Researchers convert human skin cells directly into brain cells

Researchers convert human skin cells directly into brain cells

Adult human skin cells were used instead of mouse cells in this study.

Scientists from Washington University School of Medicine in St. Louis have discovered a way to convert skin cells into a specific type of brain cell that is affected by Huntington’s disease.

Huntington’s disease is a hereditary degenerative brain disorder that initially affects cognitive ability and mobility, and causes depression, forgetfulness, clumsiness, and involuntary twitching. As the disease progresses, it eventually leads to the inability to walk, speak or swallow. Eventually death will follow from complications including infection, choking, or heart failure.

Senior study author Andrew S. Yoo, PhD, assistant professor of developmental biology, and colleagues were able to produce a specific type of brain cell called medium spiny neurons, which play a key role in controlling movement. These are the main cells that are affected in Huntington’s disease.
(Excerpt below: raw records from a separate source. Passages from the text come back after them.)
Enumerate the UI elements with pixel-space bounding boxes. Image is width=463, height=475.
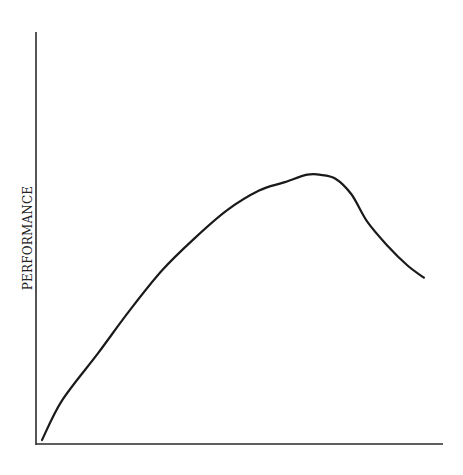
performance-curve [42,174,424,440]
y-axis-label: PERFORMANCE [21,186,35,291]
chart: PERFORMANCE [0,0,463,475]
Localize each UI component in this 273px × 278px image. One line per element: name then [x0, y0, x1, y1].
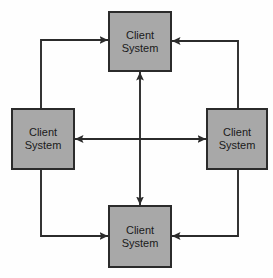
node-label-line2: System: [122, 237, 159, 250]
node-label-line1: Client: [126, 29, 154, 42]
node-client-system-left: Client System: [11, 108, 75, 170]
node-label-line2: System: [219, 139, 256, 152]
node-client-system-right: Client System: [206, 108, 268, 170]
node-label-line1: Client: [223, 126, 251, 139]
node-label-line2: System: [122, 42, 159, 55]
node-client-system-top: Client System: [108, 11, 172, 72]
diagram-canvas: Client System Client System Client Syste…: [0, 0, 273, 278]
node-label-line1: Client: [126, 224, 154, 237]
node-client-system-bottom: Client System: [108, 205, 172, 268]
node-label-line2: System: [25, 139, 62, 152]
node-label-line1: Client: [29, 126, 57, 139]
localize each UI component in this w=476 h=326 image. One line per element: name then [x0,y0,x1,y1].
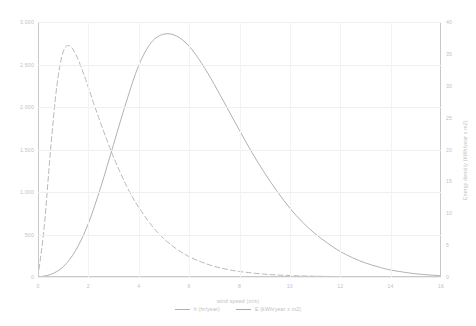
gridline-vertical [391,22,392,277]
gridline-vertical [340,22,341,277]
y-axis-right-tick-label: 30 [446,83,470,89]
x-axis-tick-label: 4 [127,283,151,289]
y-axis-right-tick-label: 40 [446,19,470,25]
x-axis-tick-label: 10 [278,283,302,289]
y-axis-left-tick-label: 1.500 [4,147,34,153]
y-axis-right-title: Energy density (kWh/year x m2) [462,120,468,200]
x-axis-tick-label: 8 [228,283,252,289]
y-axis-left-tick-label: 0 [4,274,34,280]
x-axis-tick-label: 2 [76,283,100,289]
y-axis-left-tick-label: 1.000 [4,189,34,195]
gridline-vertical [88,22,89,277]
gridline-vertical [290,22,291,277]
legend-item[interactable]: E (kWh/year x m2) [236,306,301,312]
y-axis-left-tick-label: 2.500 [4,62,34,68]
gridline-vertical [189,22,190,277]
legend-swatch-icon [236,309,251,310]
y-axis-left-tick-label: 2.000 [4,104,34,110]
legend-label: h (hr/year) [194,306,220,312]
wind-distribution-chart: 05001.0001.5002.0002.5003.000 0510152025… [0,0,476,326]
x-axis-tick-label: 14 [379,283,403,289]
gridline-vertical [139,22,140,277]
y-axis-right-tick-label: 35 [446,51,470,57]
gridline-horizontal [38,277,441,278]
x-axis-tick-label: 12 [328,283,352,289]
plot-area [38,22,441,277]
x-axis-tick-label: 16 [429,283,453,289]
y-axis-left-tick-label: 500 [4,232,34,238]
legend-label: E (kWh/year x m2) [255,306,301,312]
x-axis-tick-label: 0 [26,283,50,289]
gridline-vertical [240,22,241,277]
legend-swatch-icon [175,309,190,310]
y-axis-right-tick-label: 10 [446,210,470,216]
y-axis-right-tick-label: 0 [446,274,470,280]
x-axis-title: wind speed (m/s) [0,298,476,304]
y-axis-left-tick-label: 3.000 [4,19,34,25]
y-axis-right-tick-label: 5 [446,242,470,248]
chart-legend: h (hr/year)E (kWh/year x m2) [0,306,476,312]
legend-item[interactable]: h (hr/year) [175,306,220,312]
x-axis-tick-label: 6 [177,283,201,289]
Adult human skin cells were used instead of mouse cells in this study. The ability to convert adult human cells provides a possible future therapy that uses the patient’s own skin cells that are easily accessible and not rejected by the immune system.

Yoo and his colleagues placed the skin cells in an environment similar to that of brain cells in order to reprogram them. The researchers showed that exposure to two microRNAs altered the mechanisms that control the packaging of DNA. These microRNAs seem to open up these packaged sections of DNA that are crucial for brain cells.

“Not only did these transplanted cells survive in the mouse brain, they showed functional properties similar to those of native cells. These cells are known to extend projections into certain brain regions. And we found the human transplanted cells also connected to these distant targets in the mouse brain. That’s a landmark point about this paper,” said Yoo in a statement.

The findings of the study are published in the journal Neuron.